This page lists a few potential ideas for projects. Feel free to use one, propose something completely different, or refine one of these into your own idea. Note that these are very rough ideas and have not been evaluated for feasibility. Considerable refinement is necessary to turn one of these into a project proposal.
Each project should have an implementation component and an evaluation component.
1. Activity tracing for laptops and desktops
Motivation: When designing a new system (or part of a system), a key consideration is the type of workload that system needs to support. Benchmark design tries to reproduce typical workloads in a controlled fashion, however, to do a good job we first need to understand what a typical workload looks like. In some cases, this characterization is relatively simple -- for file or web server workloads we can instrument a single server and collect data (such as the file server traces used in the AFS paper) with varying clients. For single-user desktop and laptop systems, however, the problem is more challenging, and as a result, little hard data exists on how people actually use their personal computer systems. Given that most computer users do most of their computing on single-user systems, an understanding of realistic workloads is significant for file system design, disk and CPU scheduling, memory management, and energy management.
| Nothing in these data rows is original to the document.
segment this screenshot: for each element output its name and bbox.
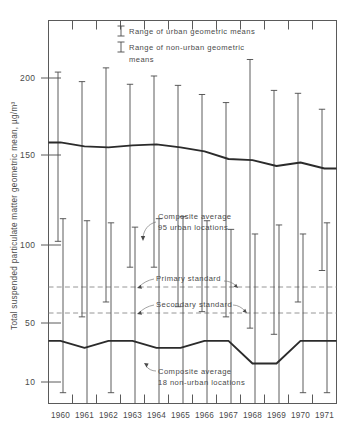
- nonurban-annotation-line2: 18 non-urban locations: [158, 378, 245, 387]
- primary-standard-label: Primary standard: [156, 274, 221, 283]
- x-tick-label-1970: 1970: [291, 411, 310, 420]
- x-tick-label-1963: 1963: [123, 411, 142, 420]
- x-tick-label-1964: 1964: [147, 411, 166, 420]
- tsp-trend-chart: Total suspended particulate matter geome…: [0, 0, 354, 437]
- nonurban-annotation-line1: Composite average: [158, 367, 232, 376]
- legend-label-nonurban-2: means: [129, 55, 154, 64]
- x-tick-label-1966: 1966: [195, 411, 214, 420]
- nonurban-annotation: Composite average 18 non-urban locations: [144, 363, 245, 387]
- y-tick-label-10: 10: [25, 377, 35, 387]
- legend-label-urban: Range of urban geometric means: [129, 27, 255, 36]
- x-tick-label-1971: 1971: [315, 411, 334, 420]
- x-tick-label-1968: 1968: [243, 411, 262, 420]
- y-tick-label-50: 50: [25, 318, 35, 328]
- urban-annotation-line1: Composite average: [158, 212, 232, 221]
- x-tick-label-1965: 1965: [171, 411, 190, 420]
- y-axis-title: Total suspended particulate matter geome…: [10, 101, 19, 330]
- legend-label-nonurban-1: Range of non-urban geometric: [129, 43, 245, 52]
- x-tick-label-1961: 1961: [75, 411, 94, 420]
- x-tick-label-1960: 1960: [51, 411, 70, 420]
- y-tick-label-200: 200: [20, 73, 35, 83]
- x-tick-label-1962: 1962: [99, 411, 118, 420]
- y-tick-label-100: 100: [20, 240, 35, 250]
- secondary-standard-label: Secondary standard: [156, 300, 232, 309]
- y-tick-label-150: 150: [20, 150, 35, 160]
- urban-annotation-line2: 95 urban locations: [158, 223, 228, 232]
- x-tick-label-1967: 1967: [219, 411, 238, 420]
- x-tick-label-1969: 1969: [267, 411, 286, 420]
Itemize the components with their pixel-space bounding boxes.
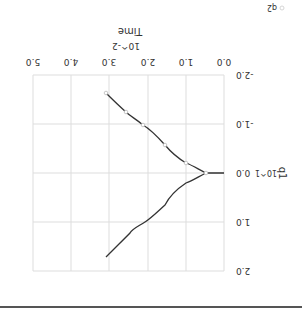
bottom-divider [0,306,302,308]
y-tick-label: 2.0 [236,266,251,276]
data-point-marker [184,161,188,165]
data-point-marker [204,171,208,175]
y-axis-label: q1 [277,167,288,180]
chart-svg: 0.0 1.0 2.0 3.0 4.0 5.0 10^-2 Time 2.0 1… [0,0,302,311]
x-tick-label: 1.0 [179,57,194,67]
x-tick-label: 3.0 [102,57,117,67]
series-positive-branch [106,173,224,257]
x-multiplier: 10^-2 [112,41,140,51]
legend: q2 [267,3,284,12]
y-multiplier: 10^1 [255,168,277,177]
y-tick-label: 0.0 [236,168,251,178]
chart-rotated-container: 0.0 1.0 2.0 3.0 4.0 5.0 10^-2 Time 2.0 1… [0,0,302,311]
x-tick-label: 2.0 [141,57,156,67]
y-tick-label: -2.0 [236,70,254,80]
legend-marker-icon [280,6,284,10]
y-tick-label: 1.0 [236,217,251,227]
grid [33,75,224,271]
series-markers [104,91,208,175]
data-point-marker [104,91,108,95]
x-tick-label: 0.0 [217,57,232,67]
y-axis-title: 10^1 q1 [255,167,288,180]
series-negative-branch [106,93,206,173]
x-tick-label: 4.0 [64,57,79,67]
x-tick-labels: 0.0 1.0 2.0 3.0 4.0 5.0 [26,57,232,67]
y-tick-label: -1.0 [236,119,254,129]
data-point-marker [124,110,128,114]
x-axis-title: 10^-2 Time [112,26,143,51]
x-axis-label: Time [118,26,143,37]
y-tick-labels: 2.0 1.0 0.0 -1.0 -2.0 [236,70,254,276]
x-tick-label: 5.0 [26,57,41,67]
data-point-marker [141,123,145,127]
data-point-marker [163,143,167,147]
legend-label: q2 [267,3,277,12]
Project: Design and implement a framework for activity tracing that could reasonably be deployed on a large number of personal computers. The framework would need to be deployable without requiring installation of a modified kernel (e.g. as a module or driver). It would also need to be lightweight in terms of time and space overhead, and it would need to be careful to anonymize any user-identifiable data before logging the traces (to address concerns of user privacy), while still preserving enough detail to be useful. The goal would be to design a framework that could be extended to collect various sorts of activity, with at least one concrete example implemented. Possibilities include logging all file system requests (for file system or disk I/O scheduling studies) or logging process start and end activities (e.g. for scheduling and energy management, we would like to be able to answer questions like "How many applications execute concurrently?", "What sets of applications tend to execute together?" and "How frequently does the user switch between active applications?"). You should also consider how activity traces would be reported back to some central location, and how to separate the activity (disk, network, etc.) caused by the tracing framework itself from that of the normal user activity.
This project could be carried out for Linux or Windows (though given the number of desktops and laptops running Windows, that would be a bit more compelling). Using ETW (Event Tracing for Windows) with a new file system layer might be a reasonable way to approach the implementation.
2. Swap layout visualizer
Motivation: Studies on I/O prefetching for virtual memory pages have shown that the layout of pages on disk (i.e. in the swap file) can have a significant impact on the effectiveness of prefetching. If pages are organized on disk according to the order in which they will be accessed (and prefetched), then less time is lost due to disks positioning delays and the prefetches are more likely to be able to keep up with the application's rate of data consumption. There are, however, a large number of reasons why prefetching might be ineffective, so it is difficult to say whether the swap layout is a factor, or whether an improved layout could be found. Currently there are no tools to help understand how pages of virtual memory are placed on disk when they are paged out.
Project: Design and implement a visualization tool to dynamically display the status of an application's virtual memory pages, including the placement on disk for those pages that have been paged out. The tool should be able to handle single and multiple disk configurations. You would need to figure out a reasonable way to (a) collect, and (b) display, the necessary information. As always, the data collection mechanisms should be lightweight in terms of time and space to avoid perturbing the system being measured.
3. Swap layout optimization
Motivation: Same as #2.
Project: Investigate how the Linux page out mechanism operates and design and implement a strategy that an application could use to influence (and improve) the layout of its pages on swap. For example, an application might issue a system call (similar in spirit to madvise) to indicate that a particular range of virtual addresses will be used sequentially, or an application might identify pages that could be swapped out and expect the OS to place them in the swap file in the order that they are specified.
4. Performance of spinlock alternatives on current multiprocessors
Motivation: Spinlocks remain at the core of operating system synchronization on multiprocessors, as other alternatives are not universally applicable at the lowest levels. In 2001, John Mellor-Crummey and Michael L. Scott published an ACM TOCS paper titled "Algorithms for Scalable Synchronization on Shared-Memory Multiprocessors". This paper compared the performance of various spinlock algorithms (and other synchronization techniques like barriers) on a BBN Butterfly and a Sequent Symmetry; in 2006 the paper received the 2006 Dijkstra Prize in Distributed Computing. Since then, there have been substantial changes in multiprocessor systems, and ongoing research into spinlock alternatives with various desirable theoretical guarantees. What is missing is a thorough performance comparison of the latest synchronization proposals on the multiprocessor hardware that is actually available today.
Project: Design a set of microbenchmarks to test the performance of different spinlock implementations on a current multiprocessor. Use these to evaluate the "classic" techniques introduced or evaluated by Mellor-Crummey and Scott as well as several new techniques from the literature. There are several DCS graduate students working in this area from the theory side who might be able to suggest highly-regarded algorithms that should be included in the evaluation, or who might help you to use their own algorithms in your evaluation.